Iraq war, Hamas electoral win, and Iran's ambitions make settlement with Palestinians still harder than before, says UCLA alumnus Itamar Rabinovich.

By Kevin Matthews, Senior Writer

Tel Aviv University President Itamar Rabinovich (UCLA PhD in History, 1971), a former ambassador to Washington and chief Israeli negotiator with Syria, explained to a UCLA audience Feb. 16 that prospects for an Israeli–Palestinian settlement were "not very auspicious" in the wake of the war in Iraq, Hamas's victory in Palestinian elections, and uncertainties in Israeli politics. His public talk was sponsored by the Center for Near Eastern Studies.

Rabinovich considered prospects for a settlement from international, regional, and local political vantage points.

Internationally, the key problem is the inability of the United States to embark on major new Mideast initiatives. Rabinovich said that the Bush administration's attempts to advance broad regional aims through war with Iraq, viewed by some supporters as a prelude to greater U.S. involvement in the Israeli–Palestinian crisis, have failed. Russia's relations with Iran and welcoming stance towards Hamas complicate matters, he said. Hamas (Islamic Resistance Movement), a Sunni Muslim group with armed as well as social-welfare components, is labeled a terrorist organization by Western countries and Israel.

Within the Middle East, the spoiler's role is played by the Shiite theocracy in Iran, which does not stand to gain from an Israeli–Arab settlement, according to Rabinovich. Iran has an "ambitious leadership" with "an ideology to export" and growing influence in the region—especially in southern Lebanon via Hezbollah, in Syria, and among the newly empowered Iraqi Shia. During the question period following his talk, Rabinovich expressed concern that Iran could use its ties with Hamas to threaten central Israel militarily. On a separate point, he said that an Iran armed with nuclear weapons would be unlikely to use them at least in the short term but could attempt to constrain Israel with threats related to its "strategic capability." Iran denies that it is seeking nuclear arms.

"I interpret much of what the Iranians have been saying and doing in recent months" as an effort "to establish themselves as the major power in the Middle East and to [get] the United States to see them as such," Rabinovich said.

Depending on the nature of the relationship between Hamas and Iran and on the results of March 28 Israeli elections, he said, some "compatibility" is conceivable between the approaches of Israel and the Palestinian Authority.
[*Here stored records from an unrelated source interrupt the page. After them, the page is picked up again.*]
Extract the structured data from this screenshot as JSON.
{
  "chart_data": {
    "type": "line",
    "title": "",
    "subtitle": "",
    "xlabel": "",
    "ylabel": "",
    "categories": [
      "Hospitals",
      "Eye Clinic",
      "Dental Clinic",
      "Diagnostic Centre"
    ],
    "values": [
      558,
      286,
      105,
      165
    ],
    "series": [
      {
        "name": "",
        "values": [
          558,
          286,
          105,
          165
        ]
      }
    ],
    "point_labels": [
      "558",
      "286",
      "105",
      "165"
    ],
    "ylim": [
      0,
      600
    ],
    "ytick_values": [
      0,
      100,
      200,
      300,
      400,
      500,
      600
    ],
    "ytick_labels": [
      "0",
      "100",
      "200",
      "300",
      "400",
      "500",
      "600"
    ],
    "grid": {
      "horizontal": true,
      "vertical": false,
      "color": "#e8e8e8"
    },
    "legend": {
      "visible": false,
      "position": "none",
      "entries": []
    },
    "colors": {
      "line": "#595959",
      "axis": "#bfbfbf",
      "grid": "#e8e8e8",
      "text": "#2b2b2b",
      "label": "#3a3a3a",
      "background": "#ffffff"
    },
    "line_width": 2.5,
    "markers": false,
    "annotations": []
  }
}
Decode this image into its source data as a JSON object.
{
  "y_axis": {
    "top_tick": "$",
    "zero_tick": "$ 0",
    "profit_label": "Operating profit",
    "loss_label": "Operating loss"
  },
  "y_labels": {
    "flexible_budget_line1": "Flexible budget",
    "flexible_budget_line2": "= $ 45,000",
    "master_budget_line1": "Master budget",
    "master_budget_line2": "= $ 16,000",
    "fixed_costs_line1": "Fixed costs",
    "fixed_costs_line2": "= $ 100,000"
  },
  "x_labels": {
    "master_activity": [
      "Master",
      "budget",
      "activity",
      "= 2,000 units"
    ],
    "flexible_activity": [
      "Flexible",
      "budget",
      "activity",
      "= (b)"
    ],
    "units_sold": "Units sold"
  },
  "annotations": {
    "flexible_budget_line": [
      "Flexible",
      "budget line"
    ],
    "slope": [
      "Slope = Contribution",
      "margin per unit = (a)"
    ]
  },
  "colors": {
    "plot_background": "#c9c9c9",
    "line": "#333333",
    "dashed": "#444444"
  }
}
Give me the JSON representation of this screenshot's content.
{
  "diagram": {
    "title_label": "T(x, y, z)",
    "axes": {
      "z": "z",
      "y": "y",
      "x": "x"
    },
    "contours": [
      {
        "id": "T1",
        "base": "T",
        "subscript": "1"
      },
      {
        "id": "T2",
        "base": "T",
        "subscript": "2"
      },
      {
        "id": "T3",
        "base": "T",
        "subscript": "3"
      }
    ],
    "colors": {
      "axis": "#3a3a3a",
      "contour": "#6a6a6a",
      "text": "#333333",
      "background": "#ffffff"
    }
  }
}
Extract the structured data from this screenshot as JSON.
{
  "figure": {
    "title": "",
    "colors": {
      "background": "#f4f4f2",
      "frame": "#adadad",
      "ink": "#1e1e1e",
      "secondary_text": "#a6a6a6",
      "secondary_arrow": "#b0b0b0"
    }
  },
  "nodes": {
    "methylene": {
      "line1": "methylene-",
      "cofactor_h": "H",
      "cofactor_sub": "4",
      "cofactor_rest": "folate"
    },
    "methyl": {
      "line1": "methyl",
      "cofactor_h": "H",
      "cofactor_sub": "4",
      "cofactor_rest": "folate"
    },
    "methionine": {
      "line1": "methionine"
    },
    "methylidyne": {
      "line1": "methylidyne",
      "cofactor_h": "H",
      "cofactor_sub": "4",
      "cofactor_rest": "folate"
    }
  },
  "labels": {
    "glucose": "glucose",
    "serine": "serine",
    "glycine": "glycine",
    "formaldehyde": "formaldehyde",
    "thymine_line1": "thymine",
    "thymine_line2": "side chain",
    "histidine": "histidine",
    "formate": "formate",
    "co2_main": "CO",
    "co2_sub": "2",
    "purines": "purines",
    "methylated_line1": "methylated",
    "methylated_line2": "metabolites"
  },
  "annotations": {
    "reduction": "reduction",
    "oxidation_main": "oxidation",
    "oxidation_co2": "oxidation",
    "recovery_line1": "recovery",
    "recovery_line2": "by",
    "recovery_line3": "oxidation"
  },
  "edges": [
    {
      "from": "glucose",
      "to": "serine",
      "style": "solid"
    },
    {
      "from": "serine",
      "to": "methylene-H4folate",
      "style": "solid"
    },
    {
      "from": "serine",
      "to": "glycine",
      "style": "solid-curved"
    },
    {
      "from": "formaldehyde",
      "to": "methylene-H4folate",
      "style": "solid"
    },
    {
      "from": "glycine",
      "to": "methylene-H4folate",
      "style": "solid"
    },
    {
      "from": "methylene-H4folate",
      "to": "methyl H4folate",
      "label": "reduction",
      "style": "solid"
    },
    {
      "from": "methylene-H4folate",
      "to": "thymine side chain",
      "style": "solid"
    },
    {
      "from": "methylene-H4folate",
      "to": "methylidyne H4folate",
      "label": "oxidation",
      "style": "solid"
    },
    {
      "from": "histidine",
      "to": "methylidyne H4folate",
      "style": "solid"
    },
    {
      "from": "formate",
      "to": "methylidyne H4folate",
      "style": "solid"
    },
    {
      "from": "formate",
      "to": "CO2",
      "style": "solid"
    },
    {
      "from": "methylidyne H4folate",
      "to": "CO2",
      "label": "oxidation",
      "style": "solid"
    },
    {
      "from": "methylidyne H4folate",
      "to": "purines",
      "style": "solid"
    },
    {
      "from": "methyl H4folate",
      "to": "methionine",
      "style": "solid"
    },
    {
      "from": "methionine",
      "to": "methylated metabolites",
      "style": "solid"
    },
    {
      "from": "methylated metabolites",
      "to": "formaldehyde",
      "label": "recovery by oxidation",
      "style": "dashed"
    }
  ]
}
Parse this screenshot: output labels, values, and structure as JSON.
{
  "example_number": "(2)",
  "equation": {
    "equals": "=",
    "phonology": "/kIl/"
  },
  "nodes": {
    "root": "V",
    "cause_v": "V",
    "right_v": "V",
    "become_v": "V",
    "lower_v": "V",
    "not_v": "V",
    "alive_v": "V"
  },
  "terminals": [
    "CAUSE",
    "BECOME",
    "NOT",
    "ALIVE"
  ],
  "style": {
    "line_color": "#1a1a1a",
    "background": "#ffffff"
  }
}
Rabinovich noted that Hamas may be amenable to a long-term truce with Israel, even though it will not sign a permanent peace deal, and that a continuation of Ariel Sharon's unilateral policy of "disengagement" from portions of the occupied territories could fit into such a truce.

In Israel, polls indicate strong support—enough to win 40 seats in the 120-seat Knesset—for the centrist Kadima party launched by Sharon before he suffered a stroke in January. Rabinovich said that between 75 and 80 seats will be divided among Labor, Likud, and newcomer Kadima; he was hesitant to speculate on government policies that coalition-building negotiations would largely determine.